Originally Posted by
brunos
Housing package might well be viewed psychologically as part of salary, but realities of a changing world have to be taken into account. Housing packages have basically disappeared in the finance industry and most companies in Hong Kong within the past ten years. Nobody liked to see it disappeared but it did. Why would CX be different.
Why would all the staff suffer but pilots be privileged by conditions totally outdated.
Sure, we going to hear again that they will leave en masse. But they fully realize that they are quite privileged and won't get better package elsewhere. Not with Hong Kong airlines. Not with fast-growing Asian LCCs. Maybe with the ME3 if they accept to work harder and be based ... the Chinese-speaking pilots could move to China, but few seem tempted and tax situation can be heavy.
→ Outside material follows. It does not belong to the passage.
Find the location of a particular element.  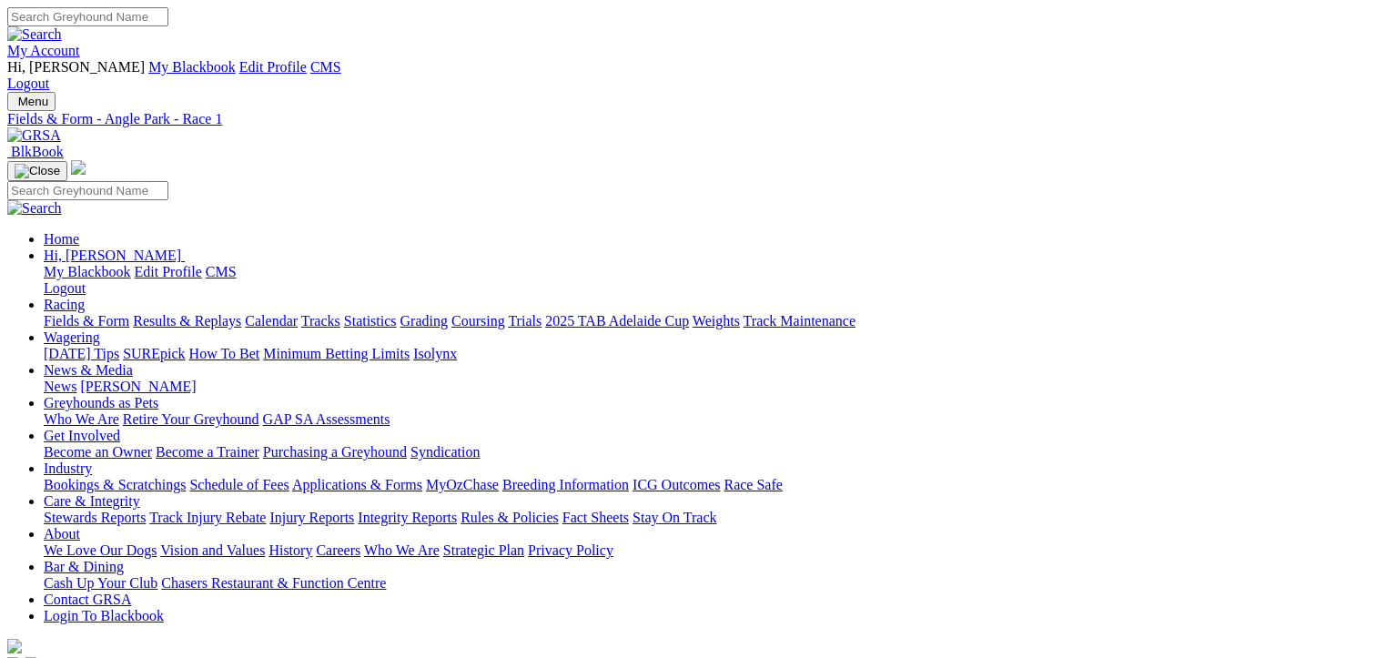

The real threat is industrial action. A leverage that no other CX employee really has. But please don't say that there is any other motivation behind it than defend anachronic private benefits . It has nothing to do with the public good, the good of pax or other employees.
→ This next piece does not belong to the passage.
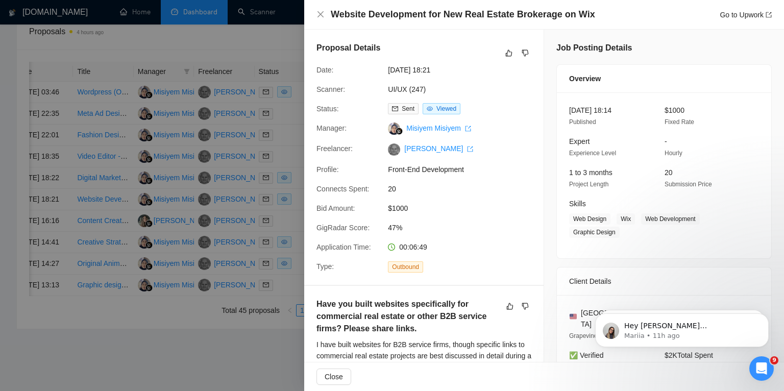 The height and width of the screenshot is (391, 784). I want to click on span: Experience Level, so click(593, 153).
I think the point here is that there are different ways of going about this. My (Asian based) organisation went through a similar exercise of cutting expat housing benefits about 5 years ago. New joining staff were offered the new package and could take it or leave it in terms of their decision whether or not to join. Existing staff (who had joined based on given set of contractual terms including the legacy housing package) were given incentives to move to the new scheme but if elected not to do so were grandfathered (ie could keep the existing package for a long transition period). Giving staff a few months notice that one of their key compensation components will be axed IMO is not what the company needs, particularly in light of its history with the management/cockpit and cabin crew relationship. Add to the mix the current shortage of pilots, re-fleeting and training needs, staff perceptions that they are being forced to pay for incompetent fuel hedging decisions and questions being asked by high-value FFs around cuts to service quality and it seems a poorly timed/executed move IMO. The company needs a period of stability and the support of its frontline staff seems critical for this.